Program helps prepare students for university life

STILLWATER, Okla. (AP) A program that helps prepare undergraduate students for the rigors of a university is giving Oklahomans more chances at getting a higher education. <br/><br/>The program allows students

Monday, June 13th 2005, 6:30 am

By: News On 6


STILLWATER, Okla. (AP) A program that helps prepare undergraduate students for the rigors of a university is giving Oklahomans more chances at getting a higher education.

The program allows students to enroll at the two-year Northern Oklahoma College, which teaches undergraduate classes in a shopping center across from Oklahoma State University.

Students can live, study and eat on the OSU campus, where they enjoy the same privileges as OSU students. After completing 24 hours of NOC coursework they can transfer to OSU, where officials say they will be better prepared for a university education.

Joseph Blythe, 49, hadn't been to class since graduating from high school in 1974. But he was ready for a change after a backbreaking career of servicing oil wells.

At NOC, Blythe found smaller classes, remedial courses to bring him up to speed in English and math and more interaction with professors. He excelled in his studies and works part time as an algebra tutor.

The Stillwater man enrolls this fall in OSU's honors college, where he wants to study business.

``Making the choice to come here is one of the best things I've done in my entire life,'' Blythe said. ``It's like I'm a kid again.''

Lacey Bleem, 20, of Duncan, said she feared she'd get lost in the big classes at OSU, but she wanted the same campus experience as her older brother.

She likes attending OSU football games and uses the library and computer labs frequently.

``It's just like being an OSU student,'' said Bleem, who'll take another semester at NOC before transferring full time to OSU, where she'll study to be an elementary school teacher.

The sutdnets are examples of Oklahomans who might not have sought a college education in another setting, said Debbie Quirey, director of the NOC campus in Stillwater.

Students benefit from classes that have no more than 45 students, though most have half that. Because most professors are adjunct or also teach at NOC's main campus in Tonkawa, they have more time to focus on student achievement than do tenure-track professors at research universities, Quirey said.

OSU also benefits because NOC provides remedial courses to OSU-enrolled students. Most remedial students need help with math.

NOC offers classes in a renovated movie theater in the Cowboy Mall shopping center. Keeping up has been difficult, as enrollment has grown from 500 two years ago to an expected 1,500 in the fall.

The enrollment surge has made the NOC system one of the fastest-growing community colleges in the nation.

NOC is expanding into space that a pizza parlor and military recruiting office vacated. A higher education bond issue approved by the Legislature will provide $3 million for a new classroom building that OSU and NOC will share.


Copy each line of the following data that contains "Image".

INPUT DATA>
━━━

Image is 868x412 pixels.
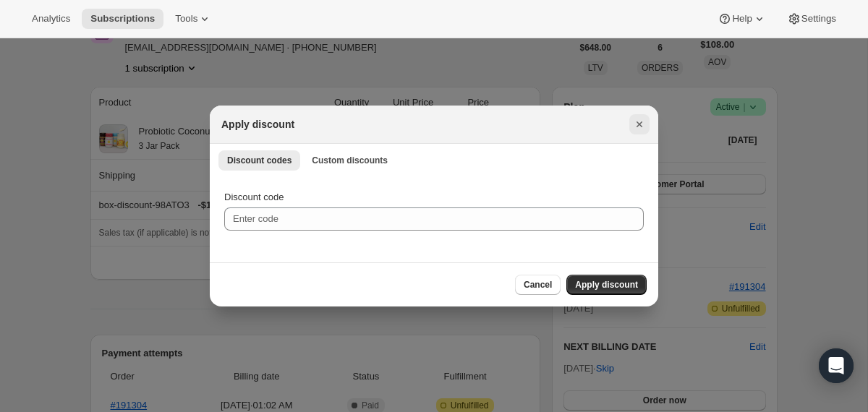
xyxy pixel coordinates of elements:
[778,8,845,29] button: Settings
[801,13,836,25] span: Settings
[219,150,300,170] button: Discount codes
[566,275,647,294] button: Apply discount
[819,348,853,383] div: Open Intercom Messenger
[732,13,751,25] span: Help
[709,8,774,29] button: Help
[91,13,155,25] span: Subscriptions
[167,8,220,29] button: Tools
[515,275,560,294] button: Cancel
[303,150,396,170] button: Custom discounts
[224,207,644,231] input: Enter code
[224,192,283,203] span: Discount code
[523,279,552,291] span: Cancel
[175,13,197,25] span: Tools
[31,13,70,25] span: Analytics
[629,114,649,134] button: Close
[311,155,387,167] span: Custom discounts
[209,176,658,262] div: Discount codes
[227,155,292,167] span: Discount codes
[574,279,637,291] span: Apply discount
[82,8,163,29] button: Subscriptions
[221,117,295,131] h2: Apply discount
[23,8,79,29] button: Analytics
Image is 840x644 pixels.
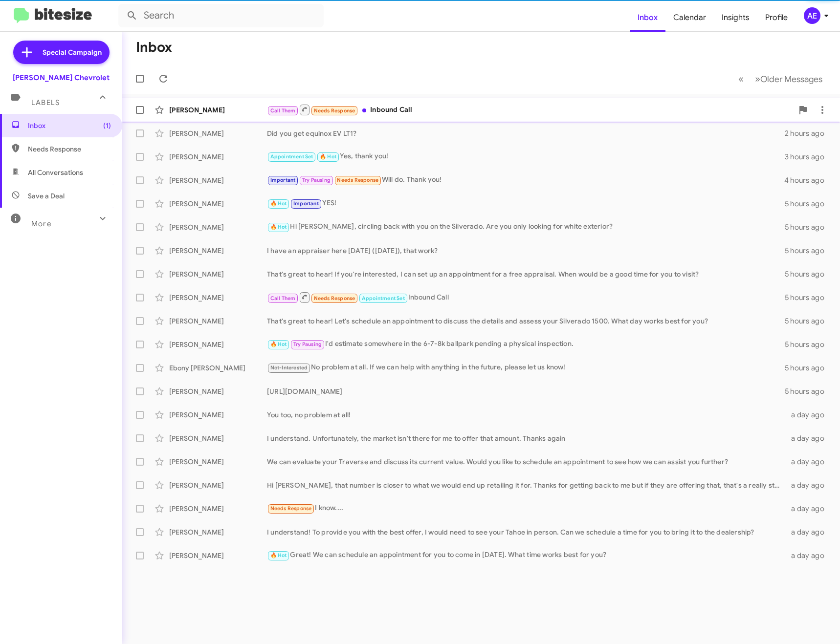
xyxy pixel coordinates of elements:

━━━

OUTPUT>
Image is 868x412 pixels.
Image is 840x644 pixels.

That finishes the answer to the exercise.